4/24/23 – Beaufort to Hollywood, SC

Miles: 80.44 Today / 920.57 Total
Elevation Gain: 610 ft. Today / 7606 ft. Total

What if I told you that the days are starting to be a blur? Would you believe me? Starting out, today, I knew it was going to be an 80 mile day, so my top priority was to hunker down and just ride. I did see a few interesting sights along the way, though.

Before I get going on the sights, I need to back up a little to last night, when we stayed at a church in Beaufort. This church had 3 different rooms for us to spread out it in, and I got lucky and wasn’t in a room with any snorers. After cleaning my chain and cassette, charging all my devices, eating a wonderful chicken and rice dinner prepared by the pastor of the church, doing a load of laundry at a laundromat a block away, hanging clothes on my clothesline that could not be dried in the dryer, laying out my clothes for tomorrow and posting to my blog, I was able to get some quality sleep. I need more of that!

I was on the road at 8:08 AM, and we started out where we left off—on the Spanish Moss rail trail. It was cool out, the scenery along the trail was beautiful, and in 4 miles of riding, we didn’t pass a single person on the trail. Unbelievable. That would never happen AZ.

At the point where the rail trail ended, we passed the entrance to Parris Island, the Marine Corps training base here. Didn’t have time to ride on base and check things out, but I did get a photo of this static display.

Off and on, I rode with 6 different guys. I would pass a couple of them, they would catch back up and pass me, then I’d catch up with others in our group, then we’d all meet up at a rest stop, repeat, repeat, repeat. We rode in some gnarly traffic and on some gnarly roads with little or no shoulder and a healthy rumble strip, and we all lived to see another day.

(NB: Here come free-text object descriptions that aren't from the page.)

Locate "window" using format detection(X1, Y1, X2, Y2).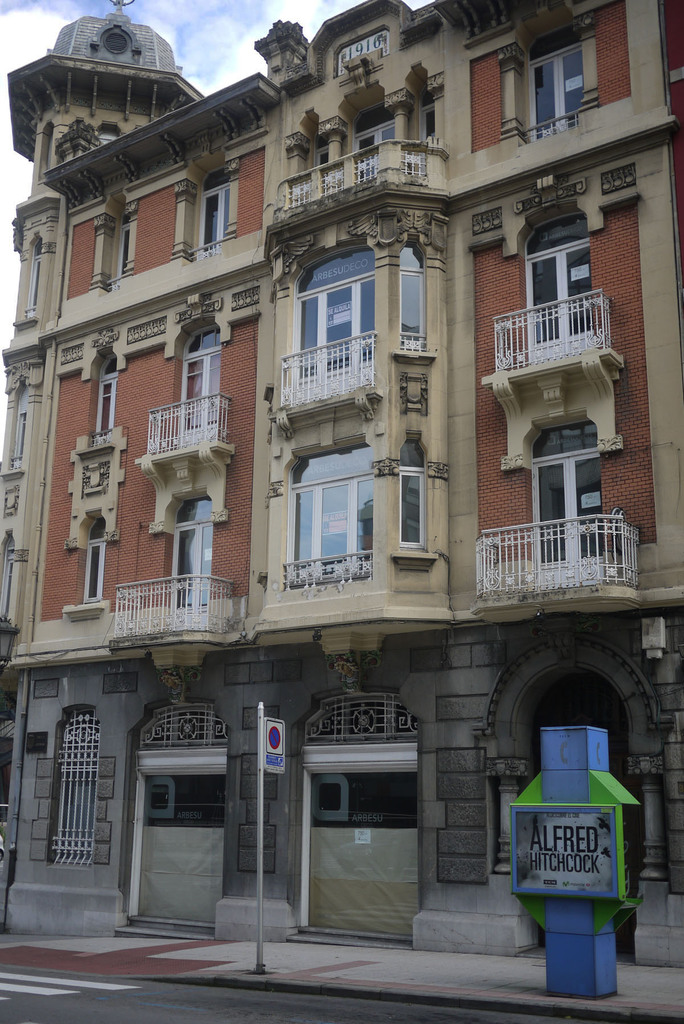
detection(159, 494, 220, 612).
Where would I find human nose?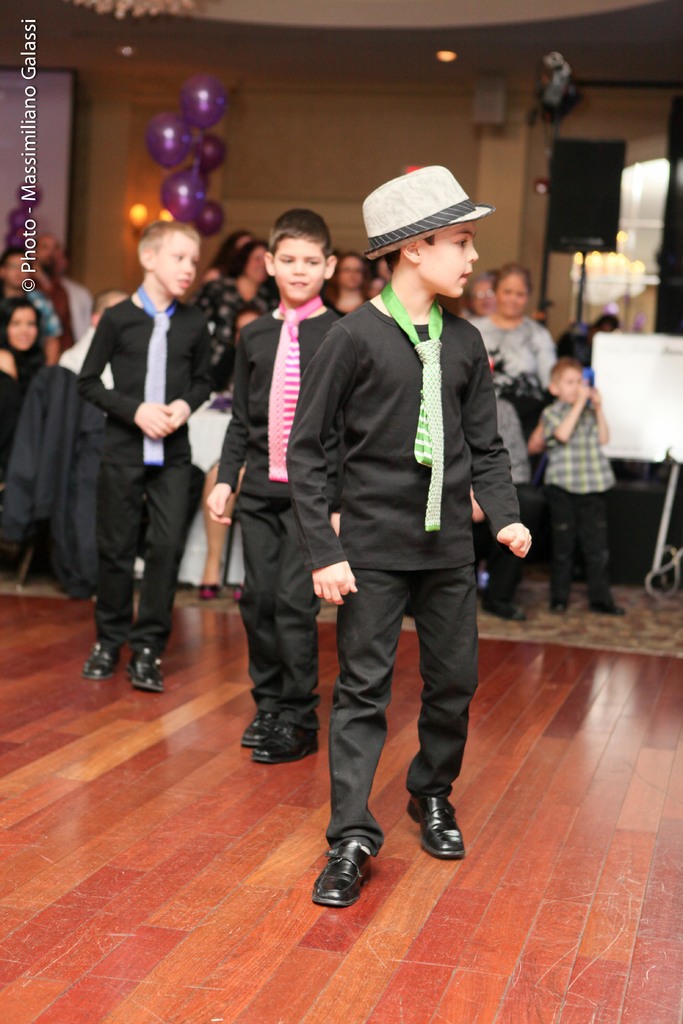
At [183, 259, 192, 273].
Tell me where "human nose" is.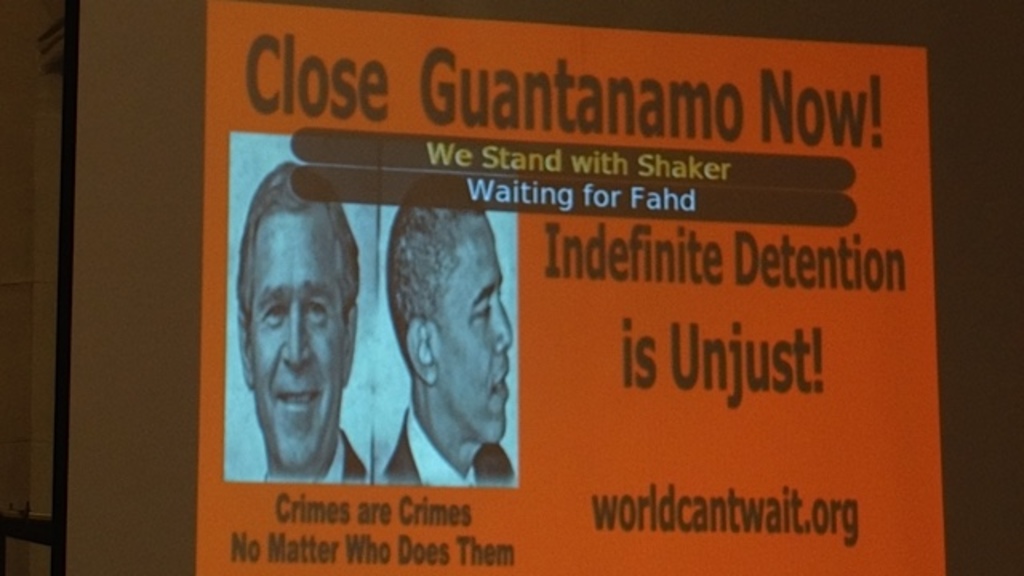
"human nose" is at box(283, 307, 314, 365).
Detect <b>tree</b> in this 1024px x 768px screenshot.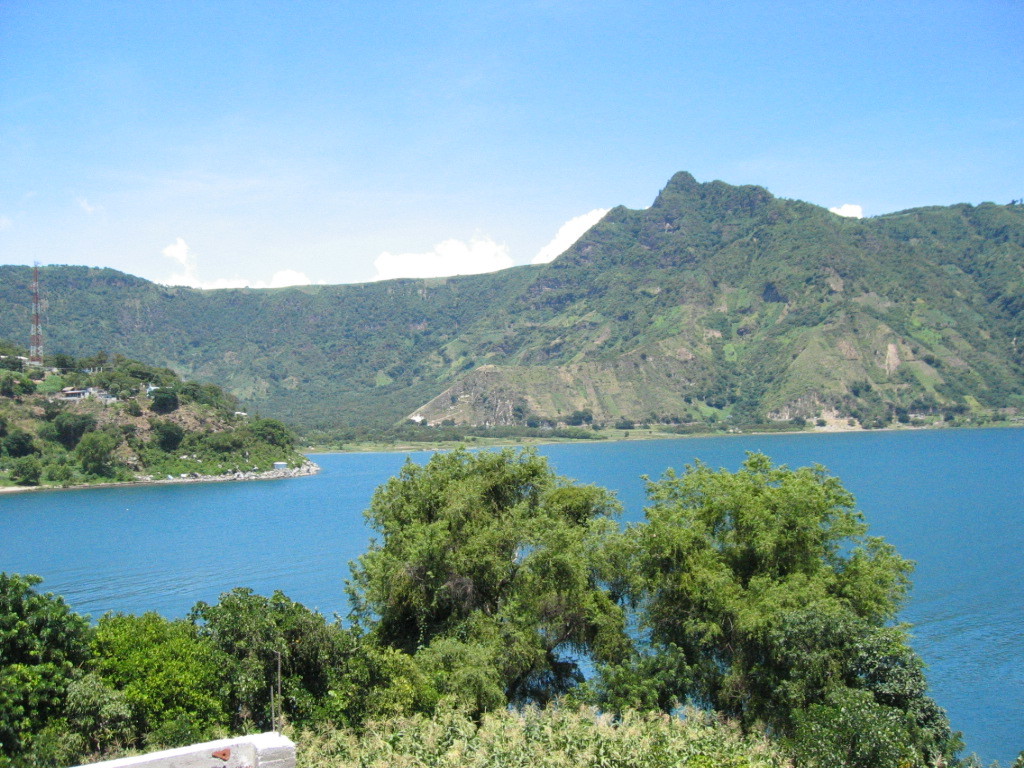
Detection: BBox(159, 421, 187, 448).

South Carolina is a beautiful place. We rode the Heritage Corridor Discovery Route through a lot of swamp land, over several rivers and creeks, and passed through areas with the huge lush trees that are everywhere in this state.

At one point, the route took is over 2 miles of gravely bumpy dirt road. Why? I’ll never know, as there were alternative roads to get to the same destination. Someone at ACA must have decided to throw in the dirt section to shake things up.

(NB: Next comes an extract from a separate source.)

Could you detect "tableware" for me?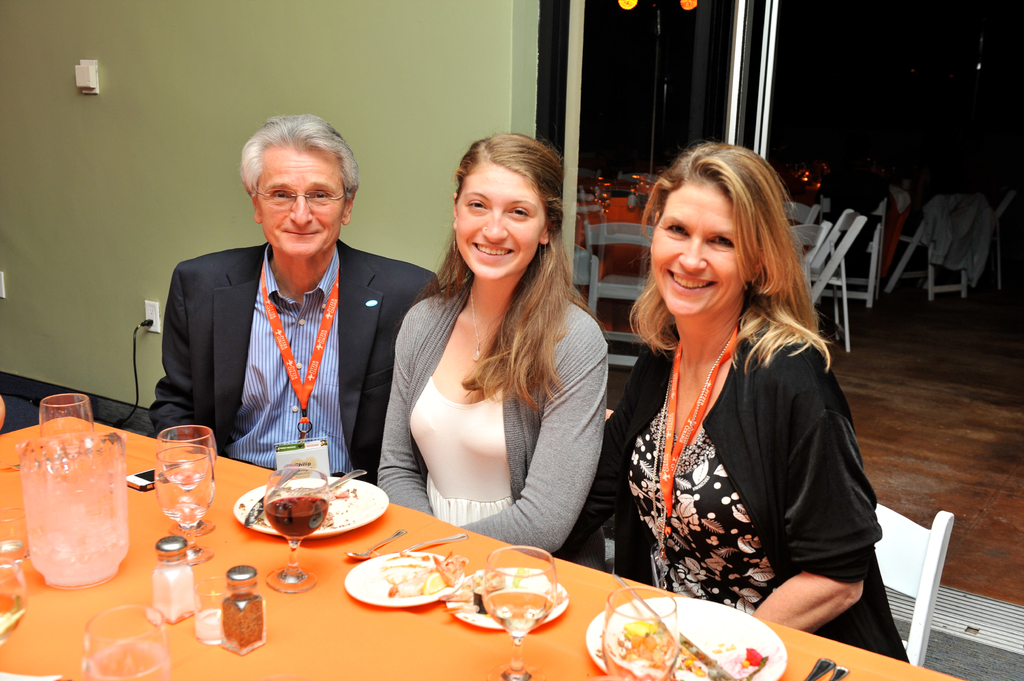
Detection result: Rect(391, 531, 470, 554).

There were quite a few historic markers along our route, but most of them were about a house or church—not a historic battle or event. The one above was my favorite.

A couple of stories:

This morning, when one of the guys pulled his phone out of his pocket to take a photo, his phone caught his wallet and pulled it out too. He didn’t notice that his wallet was missing till he was several miles up the road on one of those sections of gnarly traffic and roads I just mentioned. You would have to be completely desperate and/or insane to ride that section backwards, looking for a missing wallet, then re ride it again to get back to where you began the search. This particular fella is pretty easy going, and he decided just to accept that the wallet was lost and move on. Well shortly after his wallet fell out of his pocket, one of the guys in our group who was behind the guy with the lost wallet saw it laying in the middle of the road and picked it up. Lucky break for the guy who lost his wallet. Definitely made his day.

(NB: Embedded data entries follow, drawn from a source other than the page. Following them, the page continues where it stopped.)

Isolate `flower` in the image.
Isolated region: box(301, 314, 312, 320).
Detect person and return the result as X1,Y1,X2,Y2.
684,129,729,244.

Then this evening, we camped in a campground at a group site with a huge pavilion with probably 18 plywood picnic tables to lean our bikes against, spread our gear out on, and cook and eat our dinners on. I have a Soto backpacker stove that you screw a propane canister to, and when I went to light the stove, at first I got a flame like I always do. A few seconds later, though, flames—BIG flames—started shooting out from the connection between the stove and the fuel canister. The picnic tables were going to go up like torches if I didn’t get the flaming stove and canister off the table. I knocked the canister off the table and onto the concrete floor and shoved it away from anything wooden with my foot. With all the flames, we were concerned that the fuel canister would explode. While I was doing what I could to keep the flames away from all of the nearby wood, my hero, our ride leader Jade, ran to the trailer, grabbed the fire extinguisher and was back snuffing out the flames in a matter of seconds. Hallelujah! The fire was out, but now fuel was leaking from the canister and pooling up on the concrete floor. We turned on a big fan to move the flammable fumes out of the area and waited for all the fuel to leak and evaporate before getting back to fixing our dinners. And yet again, we lived see another day.